Every project requires a 'primal scene' whose traumatic effect propels you into action. In the case of Cabinet, it was an afternoon spent watching two artists read a Famous Art Magazine. After looking at the ads to see who is exhibiting where, they flipped through the back and read two reviews of shows by colleagues. Those long articles in the middle, over which the editors had labored so intensely, went unread. Like all primal scenes, part of the memory of this afternoon may be exaggerated, but as Adorno said of psychoanalysis, only the exaggerations are true.

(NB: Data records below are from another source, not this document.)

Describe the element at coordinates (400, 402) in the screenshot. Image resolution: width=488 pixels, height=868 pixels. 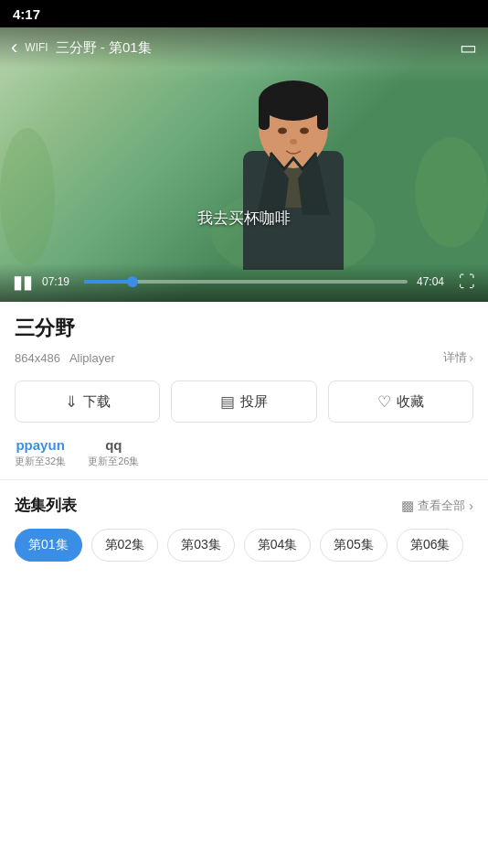
I see `favorite-button: ♡ 收藏` at that location. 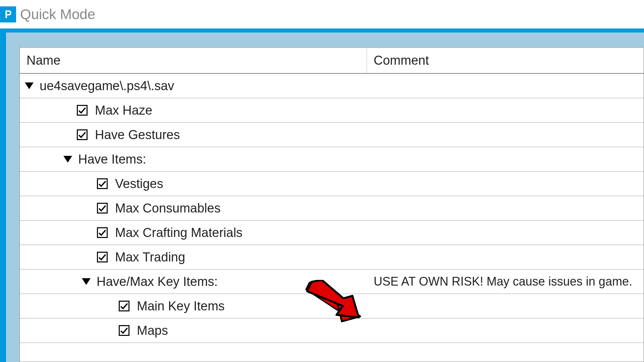 What do you see at coordinates (150, 257) in the screenshot?
I see `tree-label: Max Trading` at bounding box center [150, 257].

Art magazines are typically made from the critic's perspective, relying on the notions of judging, evaluating, excluding, canon-building, and myths such as 'critical distance', etc. It is true that artist's books still plod on but they are at this point usually available in the ghetto of super-specialized stores either at exorbitant prices in editions of fifty or in cheap photocopied editions stapled together. But why are art magazines no longer a primary venue for presenting ideas that artists will find interesting for their work? Who is their intended reader of these glossy publications that travel the world?

Cabinet was founded in part in order to offer a venue that explores art and cultural issues with the same sense of curiosity, seriousness, lightheartedness, and commitment that artists today bring to the world around them. During the course of making Cabinet, one thing we have found is that an art magazine that genuinely tries to reflect an artist's approach to the world is often no longer recognizable as an art magazine. This is because artists now approach every nook and cranny of the world in every possible way. A quick look at the bookshelves of any given group of artists will show them reading books on gardening, space travel, the history of Scottish tartans, the Beat movement, spiders, horror films, and weather-prediction systems. The range of subject matter in Cabinet was to be as diverse as what artists are interested in. We would not ask artists to speak about their work but to present their ideas visually in ways that play to the strengths of a magazine format. Our primary commitment has been to make the magazine into a sourcebook of ideas for artists.

We are, paradoxically, an art magazine that rarely writes about art.

Sina Najafi is founding editor of Cabinet magazine, based in Brooklyn. More on Cabinet at www.cabinetmagazine.org.

Article reproduced from CIRCA 105, Autumn 2003, p. 36.